Degauque’s mother, Lilliane, learned of her daughter’s death Wednesday as police announced the arrests of 14 suspects in four Belgian cities and one near Paris. The mother told journalists she had not been able to reach her daughter by telephone for weeks. She said Goris and her daughter had been obsessively religious, pressuring relatives to shun television, cigarettes and alcohol and withdrawing into a secretive world.

“She was totally anchored in that religion,” the mother told the newspaper Le Parisien. “She lived only for that. She learned Arabic…. She was very secretive, with a very independent character. I am furious at those who manipulated her.”

Determined to become “martyrs” together, the couple made an odyssey by car from their home in Brussels through Turkey and into Iraq, U.S. and Belgian investigators said.

After the car bombing north of Baghdad, which slightly injured one soldier, U.S. troops found Degauque’s passport, investigators said. Her husband died in a subsequent gunfight after Belgian police wiretaps helped lead U.S. troops to a hide-out near Fallouja.

The Belgian network allegedly was commanded by Bilal Soujhier, a Tunisian militant who was arrested this week in Brussels, the official said. Soujhier had ties to “several networks” including the forces of Jordanian militant Abu Musab Zarqawi in Iraq, the official said.

Belgian police arrested Soujhier’s father on suspicion of extremist activity about 15 years ago, the official said. Two of Soujhier’s brothers are also suspects in this week’s case, one jailed and another missing in Iraq, the official added. Police believe another jailed suspect lost a leg in combat in Iraq before returning to Belgium.

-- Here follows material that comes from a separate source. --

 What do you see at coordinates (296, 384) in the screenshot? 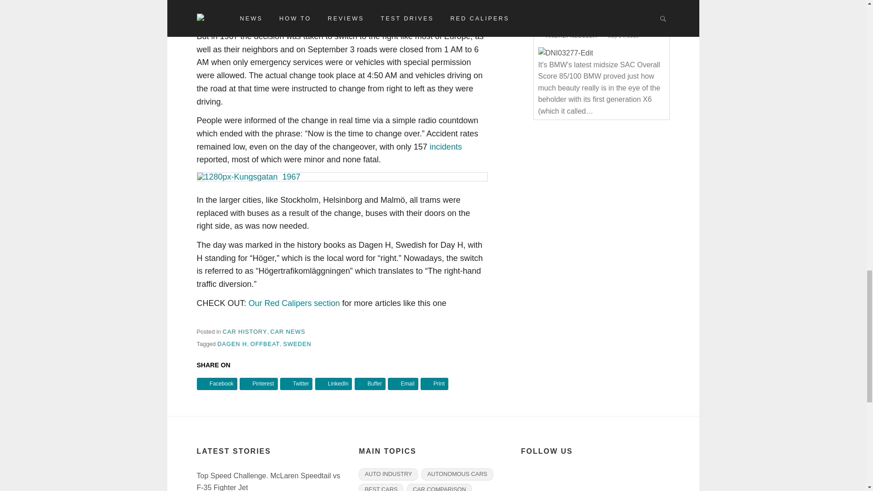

Nine suspects in Belgium released Thursday included a married couple in Antwerp. Police identified them in recent days through wiretaps indicating the husband and wife were eager to leave for Iraq and carry out suicide attacks, the official said. The two remain under investigation.

Experts said the suicide attack by a European woman convert was a first, and they predicted it would not be the last.

“You will see pressure coming from the women themselves,” said Marc Sageman, a forensic psychologist at the University of Pennsylvania and former CIA officer. “They are just as dedicated to the cause as the guys are. I argue that not only will it happen again, it’s almost a certainty.”

Degauque’s case represents a logical step in the rise of women, especially converts, on the front lines of extremism. Women usually play support roles as wives or relatives of male militants, who enforce the strict separation of the sexes. But active female extremists have turned up in recent cases in Europe. Several female suspects, including a former Dutch police officer, were arrested last year in an alleged plot to assassinate Dutch political leaders.

European police also have kept watch on a charismatic figure named Malika Aroud, 46, the widow of a Brussels-based Al Qaeda suicide bomber who killed Ahmed Shah Massoud, the anti-Taliban guerrilla leader, in Afghanistan in 2001. A Belgian court acquitted Aroud in 2003 on terrorism charges related to a cell involved in that plot. But she now faces charges in Switzerland of inciting terrorism through a militant website operated with her second husband.

Female converts represent an explosive convergence of Western and fundamentalist culture, Sageman said. Militants who abide by fundamentalist guidelines have found religious justification for giving women combat roles, he said.